Reaction: learner attitude toward the training. Use satisfaction surveys to gauge the perception of the program and content. This can be used to refine the subject matter and delivery of the topics covered, or follow up on areas that might be more complex.

Learning: knowledge and skills learned. Conduct a pre-test prior to learning as well as a post-test and compare results. Pre-tests can also help prime learners to notice important concepts throughout the program, thus improving retention. Hands-on assessments through situational interviews or role-plays also help show how learners can apply concepts to scenarios outside of the classroom.

Behavior: changes in execution and implementation of skills. Observe participants onsite to see whether skills and knowledge are being applied. Partner with managers to consistently monitor behavior and reinforce it in coaching sessions and performance reviews.

“Based on what we’re seeing in evaluations and observations, we will provide a series of recommendations, whether it is coaching approaches or reinforcement content, that managers can then go on and recommend to reps to help them improve in those areas where they are deficient,” said Glenn Clark, director of sales enablement at Smartsheet.

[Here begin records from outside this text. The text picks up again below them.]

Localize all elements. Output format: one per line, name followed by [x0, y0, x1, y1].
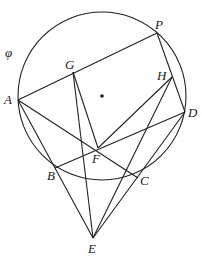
point-label-F: F [91, 151, 101, 166]
segment-HE [93, 77, 172, 238]
segment-HF [98, 77, 172, 148]
point-label-B: B [47, 168, 55, 183]
point-label-E: E [87, 241, 96, 256]
segment-BD [55, 112, 185, 168]
point-label-H: H [156, 68, 167, 83]
point-label-D: D [187, 105, 198, 120]
geometry-diagram: φ P G H A D F B C E [0, 0, 202, 257]
point-label-A: A [3, 92, 12, 107]
segments [18, 33, 185, 238]
point-label-C: C [140, 173, 149, 188]
point-label-G: G [65, 57, 75, 72]
segment-AE [18, 100, 93, 238]
point-label-P: P [154, 17, 163, 32]
circle-label-phi: φ [5, 45, 12, 60]
segment-AP [18, 33, 157, 100]
segment-GE [73, 72, 93, 238]
segment-DE [93, 112, 185, 238]
segment-GF [73, 72, 98, 148]
circle-center-dot [100, 94, 104, 98]
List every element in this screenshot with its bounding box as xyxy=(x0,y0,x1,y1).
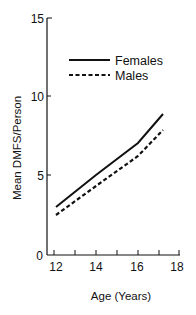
legend-males-label: Males xyxy=(115,69,148,83)
x-tick-label-18: 18 xyxy=(170,260,184,274)
line-chart: 15 10 5 0 12 14 16 18 Age (Years) Mean D… xyxy=(0,0,196,315)
y-tick-label-15: 15 xyxy=(31,12,45,26)
legend: Females Males xyxy=(69,54,163,83)
x-tick-label-16: 16 xyxy=(130,260,144,274)
y-axis-title: Mean DMFS/Person xyxy=(11,96,23,200)
y-tick-label-0: 0 xyxy=(36,249,43,263)
x-tick-label-14: 14 xyxy=(89,260,103,274)
legend-females-label: Females xyxy=(115,54,163,68)
x-tick-label-12: 12 xyxy=(49,260,63,274)
y-tick-label-10: 10 xyxy=(31,90,45,104)
series-males-line xyxy=(56,130,163,215)
x-axis-title: Age (Years) xyxy=(91,290,151,302)
y-tick-label-5: 5 xyxy=(37,169,44,183)
x-ticks xyxy=(54,250,179,255)
series-females-line xyxy=(56,114,163,207)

Results: quantifiable results that demonstrate business impact. Work with cross-functional partners to gather data and track metrics identified as goals for the program with leadership. For example, these might include things like employee engagement, employee retention, customer service ratings, and more.

Sales enablement’s responsibility to sales readiness is more than just teaching knowledge and skills in a learning experience. It is also to ensure that learning transforms behaviors long-term.

For knowledge to transfer successfully to the workplace, sales enablement cannot just check the box and move onto the next task when a learning experience concludes. Instead, practitioners should continue to build on that learning to deliver a cohesive experience that encourages participants to act on their knowledge.

Through informal reinforcement, ongoing follow-ups, coaching, and robust evaluation, sales enablement can help ensure that knowledge becomes action, which in turn becomes impact.